In February-March 2006, over 2600 postcards sent by communities and civil society all across the country to the PMO. These primarily highlighted the total disregard to the involvement of panchayats, local bodies, civil society and communities as a whole in the drafting and finalisation of both the National Environment Policy and the Draft EIA notification. None of these efforts has received a response, either.

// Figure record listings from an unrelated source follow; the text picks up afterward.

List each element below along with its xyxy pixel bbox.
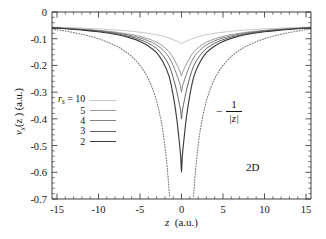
y-tick-label: -0.3 <box>30 87 47 98</box>
legend-swatch <box>90 110 116 111</box>
x-tick-label: 10 <box>259 204 270 215</box>
x-tick-label: 0 <box>179 204 184 215</box>
y-tick-label: -0.6 <box>30 167 47 178</box>
y-tick-label: -0.4 <box>30 113 47 124</box>
curve-r-s-5 <box>52 28 311 76</box>
x-tick-label: -10 <box>91 204 105 215</box>
plot-canvas <box>0 0 326 239</box>
y-tick-label: -0.7 <box>30 194 47 205</box>
legend-item[interactable]: 4 <box>58 116 116 126</box>
legend-swatch <box>90 131 116 132</box>
x-tick-label: -5 <box>136 204 145 215</box>
y-tick-label: -0.5 <box>30 140 47 151</box>
minus-sign: − <box>216 104 223 119</box>
x-axis-title: z (a.u.) <box>52 216 311 228</box>
legend-title-equals: = <box>65 93 76 104</box>
y-tick-label: -0.1 <box>30 33 47 44</box>
y-axis-var: v <box>13 130 24 135</box>
figure-2d-exchange-potential: 0-0.1-0.2-0.3-0.4-0.5-0.6-0.7 -15-10-505… <box>0 0 326 239</box>
legend-item[interactable]: 3 <box>58 126 116 136</box>
x-axis-units: (a.u.) <box>175 216 198 228</box>
legend-swatch <box>90 100 116 101</box>
x-tick-label: 5 <box>220 204 225 215</box>
legend-item[interactable]: 2 <box>58 137 116 147</box>
y-axis-units: (a.u.) <box>13 88 24 110</box>
legend-swatch <box>90 141 116 142</box>
legend: rs = 105432 <box>58 95 116 147</box>
y-axis-argument: (z ) <box>13 113 24 127</box>
asymptote-annotation: − 1 |z| <box>216 99 242 124</box>
x-tick-label: -15 <box>50 204 64 215</box>
x-tick-label: 15 <box>301 204 312 215</box>
legend-item-label: 3 <box>80 126 90 136</box>
y-tick-label: 0 <box>42 7 47 18</box>
fraction-numerator: 1 <box>228 99 240 111</box>
y-tick-label: -0.2 <box>30 60 47 71</box>
legend-swatch <box>90 120 116 121</box>
y-axis-subscript: x <box>18 127 27 130</box>
fraction-denominator: |z| <box>226 112 242 124</box>
panel-label-2d: 2D <box>246 161 259 173</box>
y-axis-title: vx(z ) (a.u.) <box>13 57 26 167</box>
curve-r-s-4 <box>52 28 311 92</box>
legend-value: 10 <box>75 93 85 104</box>
legend-item[interactable]: 5 <box>58 105 116 115</box>
x-axis-var: z <box>165 216 169 228</box>
legend-item[interactable]: rs = 10 <box>58 95 116 105</box>
legend-item-label: 2 <box>80 137 90 147</box>
fraction-one-over-abs-z: 1 |z| <box>226 99 242 124</box>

Consultations only with industry and Central government

While all these voices were being studiously ignored by the government, who was it listening to? It turns out the MoEF has been primarily consulting apex industry organisations like the The Associated Chamber of Commerce and Industry of India (ASSOCHAM), Confederation of Indian Industry (CII), Confederation of Real Estate Developer's Associations of India, etc. and central government ministries/departments for the revision and finalisation of the notification. Responding to my Right to Information Application, MoEF has clearly admitted this (See PDF of scanned response, 300Kb). This is unfortunate, as concerns have been raised by various constituencies like community groups, civil society organisations, state governments and so on. MoEF has not considered it important to inform any of these others in the drafting of the notification, nor in the revision of the draft. Instead it has found it important to engage with the industry whose very activities this notification is meant to regulate!

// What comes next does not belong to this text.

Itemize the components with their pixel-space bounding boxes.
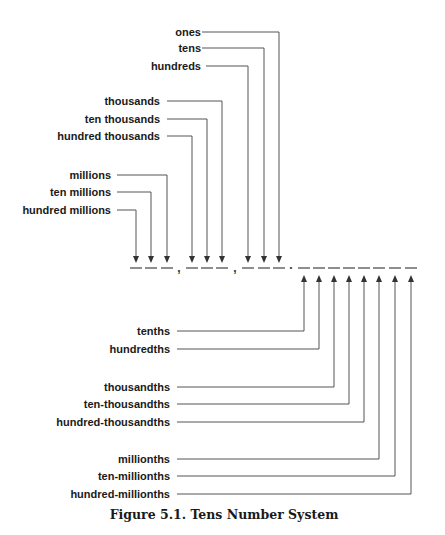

The comments on the Draft EIA notification, 2005 reveal that it is not just community organisations and NGOs who are unhappy with the way the EIA notification is drafted. Many state governments to whom this notification attempts to decentralise powers to state that the notification infact undermines the role of the state governments and makes the EC process cumbersome. (See: here). The construction sector also expressed its concerns with the draft EIA notification, 2005. Without wider consultation, there is reason enough for the draft to be rejected, and a fresh process of plugging loopholes in the existing EC process to begin. Until such a process is put into place, there should be a moratorium on the issue of the present revised version which the MoEF has shared with only apex industrial organisations and central government ministries.

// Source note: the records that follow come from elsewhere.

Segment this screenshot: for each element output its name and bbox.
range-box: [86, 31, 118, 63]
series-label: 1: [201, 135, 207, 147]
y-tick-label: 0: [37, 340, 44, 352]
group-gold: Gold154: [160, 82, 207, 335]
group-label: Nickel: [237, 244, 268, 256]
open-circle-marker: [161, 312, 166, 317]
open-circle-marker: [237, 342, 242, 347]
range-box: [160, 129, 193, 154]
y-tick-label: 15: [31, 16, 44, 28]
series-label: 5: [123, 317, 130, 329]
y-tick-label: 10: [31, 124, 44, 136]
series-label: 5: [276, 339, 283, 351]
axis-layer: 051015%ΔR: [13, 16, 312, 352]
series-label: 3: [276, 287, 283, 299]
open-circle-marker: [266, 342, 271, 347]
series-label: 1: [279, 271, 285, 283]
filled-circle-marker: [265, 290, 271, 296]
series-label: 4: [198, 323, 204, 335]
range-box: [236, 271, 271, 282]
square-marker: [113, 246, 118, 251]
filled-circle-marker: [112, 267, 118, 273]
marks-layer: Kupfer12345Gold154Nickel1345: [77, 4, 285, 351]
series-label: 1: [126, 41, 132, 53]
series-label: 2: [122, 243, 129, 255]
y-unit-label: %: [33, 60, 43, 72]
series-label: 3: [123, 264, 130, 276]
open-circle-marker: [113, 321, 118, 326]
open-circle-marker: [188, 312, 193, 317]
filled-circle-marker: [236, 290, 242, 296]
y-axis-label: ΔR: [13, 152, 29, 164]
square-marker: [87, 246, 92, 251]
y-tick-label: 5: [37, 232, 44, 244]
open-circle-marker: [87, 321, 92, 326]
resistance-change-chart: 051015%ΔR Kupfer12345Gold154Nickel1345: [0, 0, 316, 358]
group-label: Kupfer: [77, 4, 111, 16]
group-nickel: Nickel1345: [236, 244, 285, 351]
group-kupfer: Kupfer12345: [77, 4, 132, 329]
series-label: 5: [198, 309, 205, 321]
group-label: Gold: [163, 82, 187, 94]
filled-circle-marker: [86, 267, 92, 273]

This is completely against the spirit of democracy and decentralised governance. The people, to whom policies and laws are to impact the maximum, have been systematically kept out of its formulation. Discussions are on between the Prime Minster's Office (PMO) and MoEF so that the notification is modified and finalised, as soon as possible. Therefore, there is a need for immediate intervention so the environmentally and socially regressive processes engaged in by the MoEF are reigned in.